Muldoon is an able analyst, particularly apt at discerning nuance. Like a latter-day scholastic political theorist of the seventeenth century, he immerses himself and his reader in prevailing views on justification of colonial enterprise deeply rooted in medieval history and medieval concepts and notions about the nature of the world. Muldoon seems to admire Solorzano, to get inside him, in a way that Solorzano's views become Muldoon's, a virtue of this book, which can be read profitably today by those vexed by the need to justify intervention in the affairs of other nations or societies where tyranny, monumental injustice, exploitation, and inhumanity prevail. -American Historical Review It is Solorzano's indestructible competence, his exactness and certainty in applying the categories of Aristotelian analysis, that makes reading about him a valuable experience... Muldoon has done admirable work in restoring Solorzano to life, and it is clear from his conclusion that his commitment as a historian is to the recovery of the scholastic intellect no less than to the narrative of the Spanish encounter with the New World.

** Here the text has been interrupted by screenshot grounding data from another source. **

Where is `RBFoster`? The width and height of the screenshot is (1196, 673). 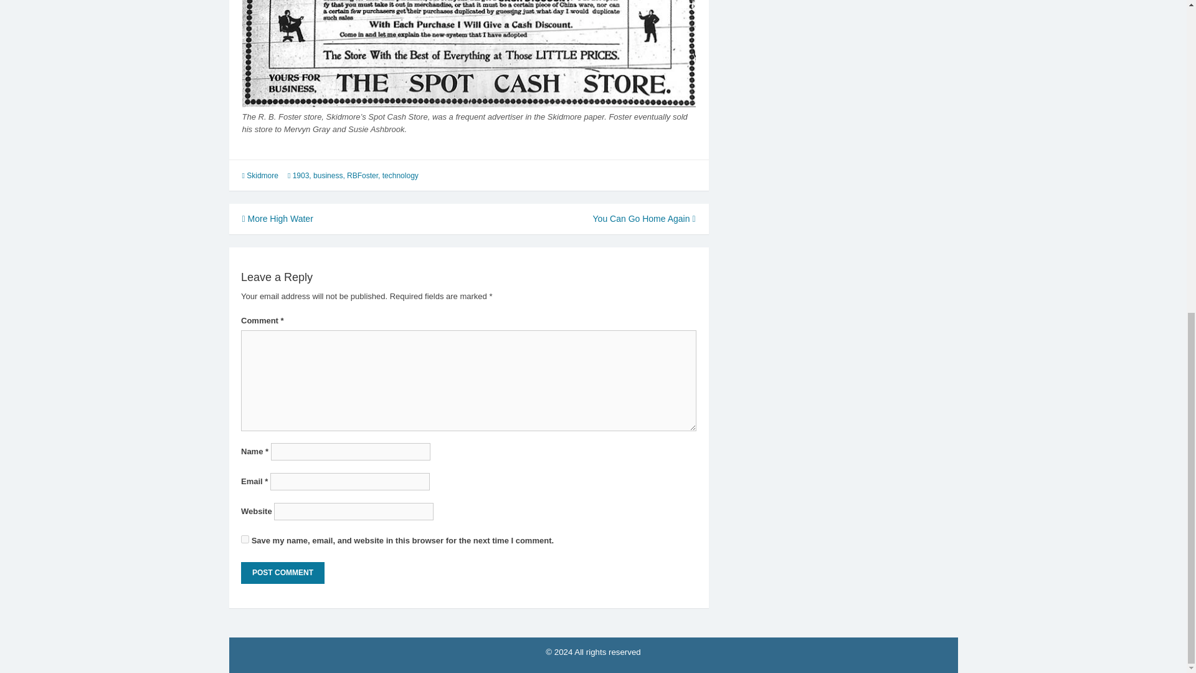 RBFoster is located at coordinates (362, 176).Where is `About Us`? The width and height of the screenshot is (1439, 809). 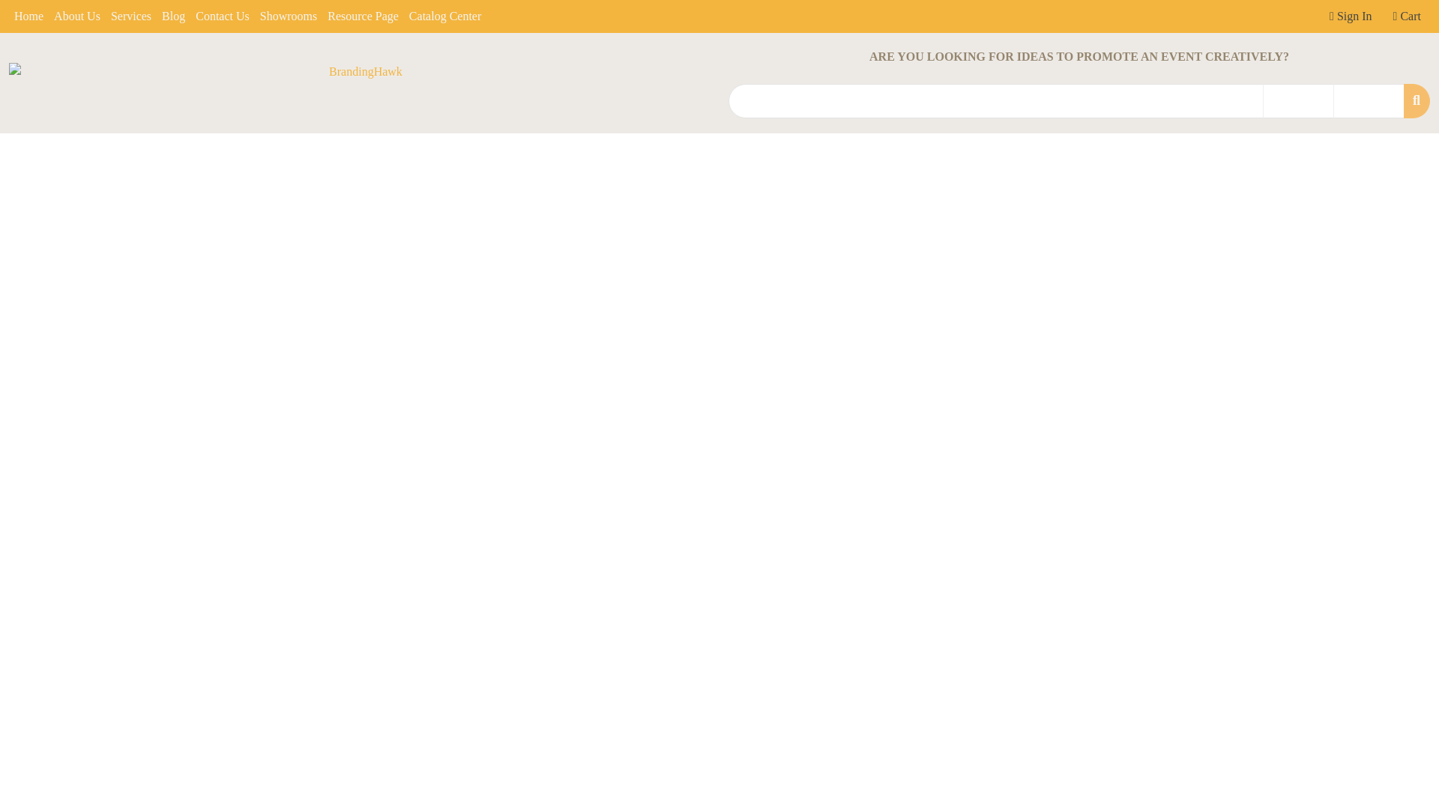
About Us is located at coordinates (76, 16).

It is this duality of interest which gives his book its very considerable value. -J. G. A. Pocock An important book that clarifies both the continued Spanish preoccupation with the legitimacy of conquest and colonization of the Americas and the persistent strength of medieval intellectual thought dating back, in large part, to the thirteenth century. -Sixteenth-Century Journal Muldoon does an excellent job of Placing Solorzano's ideas into the context of medieval and early modern political theory and philosophy. He makes careful speculations about the intellectual process behind the composition of the De Indiarum Jure and therefore reconstructs an intellectual debate that will be useful for many scholars. -Renaissance Quarterly


Author Information

James Muldoon is Professor of History Emeritus at Rutgers University, Camden.